Fathers and sons
By malcolmyoung
- 298 reads
I'm a great believer in the power of suggestion. Come to think of
it, I'm a great believer in almost anything. I think I'm quite a
gullible person. No, that isn't the right word - credulous maybe. When
there was all the fuss about the health risks of mobile phones in the
papers, I found myself sure that I could feel something wrong with my
ear every time I used one. Obviously this was an early warning sign
that I was destined for a tumour. Yes, I'm credulous, and always eager
to think the worst, just like my mother.
Just like my mother. It's hard to express how scary that thought is to
me. The inevitable metamorphosis is starting to happen. As I get older,
I find myself showing signs of gradually turning into a hybrid of my
parents, and I hate it. It's a terrible thing, but there's not much I
can do about it and I'd really rather not think about it, just like
famine in Africa or war in mysterious Central European republics. I'd
rather fill up my mind with trivia, pack it to the brim with useless
information, like some recycling station for knowledge, ready for pub
quizzes. If I'm lucky, it will become impossible for me to think about
anything other than trainer brands, bank accounts, processor speeds and
mobile phone tariffs. Especially mobile phone tariffs, the motorway
routes of my generation.
Our fathers talked to other fathers about the best route between two
given points, whether the M-this was better than the A-that and the
B-the-other, whether you could avoid the ring road if you took an
earlier turn-off. Their sons talk to other sons about the relative
merits of Orange as opposed to Vodafone, of talk plans versus
pay-as-you talk. This is the shared territory of my generation. When we
were children we talked about football and stickers and football
stickers. A few years later, the conversation turned to music and money
and girls and drugs. We still talk about those things, but they are
starting to be displaced by computers and cars and deposits on flats
and whether we need to cut down on drink and drugs. Before too long,
these subjects will begin to be edged out by mortgages and marriages
and baby clothes, and then schools and pension plans and parents
evenings and whatever else. Then our sons will be teenaged, and back
will come music and girls and drugs, but this time we'll be worrying
about them. Then we will be old, and it will be how our sons want to
put us in homes. It's an inevitable decline by degrees. We already talk
about how the music that's in the charts these days is rubbish, and how
we don't have the stamina to go out seven nights a week any more. We're
all turning into our dads, and there's nothing we can do about it.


What the task requires:
Return all of the data exactly, omitting any images.
□ □ □ □ □ □ □
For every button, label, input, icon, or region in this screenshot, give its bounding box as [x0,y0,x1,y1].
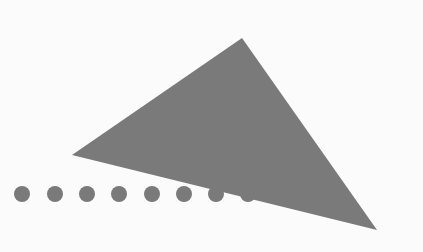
shapes-drawing [0,0,423,252]
dot [144,186,160,202]
diagram-canvas [0,0,423,252]
dot [176,186,192,202]
dot [47,186,63,202]
dot [111,186,127,202]
dot [14,186,30,202]
dot [79,186,95,202]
□ □ □ □ □ □ □
Answer box:
For every button, label, input, icon, or region in this screenshot, give its bounding box as [x0,y0,x1,y1].
shapes-drawing [0,0,423,252]
dot [144,186,160,202]
diagram-canvas [0,0,423,252]
dot [176,186,192,202]
dot [47,186,63,202]
dot [111,186,127,202]
dot [14,186,30,202]
dot [79,186,95,202]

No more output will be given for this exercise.